Blogs & Comment

Why Big Data doesn't work without creativity

New voices chime in on advertising's latest argument.

The world is full of Big Data dreams. Isn’t that term everywhere? Hell, I just used it myself. One place it comes up more often than a Mad Men reference is advertising. Marketing folk love their data. It’s the future! It’s efficient! It spawned the Geico Gecko! (Yes, really.) From all of this hype, emerges a chicken/egg question regarding the role of data and creativity, which feeds which, what comes first, etc., etc., until ultimately you slam your forehead on the desk. It’s also created divisions within the industry, as evangelists and skeptics butt heads, riddling comments sections with all-caps type-yelling— “CHARLATAN!” “DINOSAUR!”

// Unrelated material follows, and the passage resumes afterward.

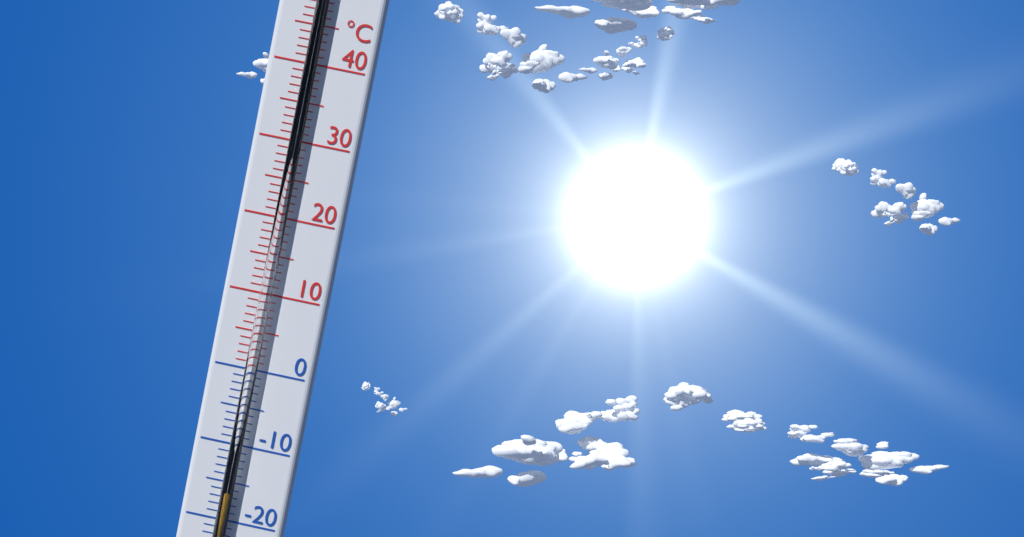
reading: -16 °C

Two interesting stories popped up on Ad Age this week that nicely poke this bear of an argument. First up was a report by Coca-Cola that found online buzz had no measurable impact on short-term sales. This of course led to a chorus of Nelsonian told-you-so’s on one side and yeah-but’s from the other. Thing is, as Coke’s senior VP of integrated marketing Wendy Clark subsequently pointed out, this finding can’t be viewed in isolation.

“No single medium is as strong as the combination of media,” she wrote. “We see this first-hand in our campaigns that integrate TV and social. We know our target consumers — teens and young adults — are consuming media on multiple screens in single sessions. This means the TV is on, a laptop is open and a smartphone is in hand. For marketers, this requires having a single, integrated conversation across those screens. When we do this well, we create significantly higher impact than any of those screens could do on their own.”

In short, data does work. But! You still need creative thinking to utilize it effectively across all media. This leads us to the perfectly reasonable, “It’s not the numbers, it’s how you use them.” Which brings us to the second story, covering an Advertising Week Europe panel featuring three industry giants in R/GA chairman and CEO Bob Greenberg, Radical Media chairman and CEO John Kamen, and Bartle Bogle Hegarty founder Sir John Hegarty. Hegarty came out swinging against what he views as an over-reliance on data in the industry right now, saying, “I’ve spent my life dealing with people who’ve got all the data in the world and yet they can’t invent anything.”

While Greenberg, understandably given his firm created Nike Plus product and platform, defended the creative use of data by saying the more Nike knows about him the more relevant content and information it can give him, Hegarty balked. He said brands have to be careful how they use information because there will inevitably be a backlash to these (voluntary or not) invasions of privacy. And, perhaps the most surprising coming from an ad man, he went on to question whether brands should even be trying to “know” their customers.

“To those brands that say ‘I understand you’ I say ‘Fuck off, you don’t understand me,” said Hegarty. “Mind your own business, I don’t want to be understood by you. I don’t understand myself sometimes… and it can be fun.”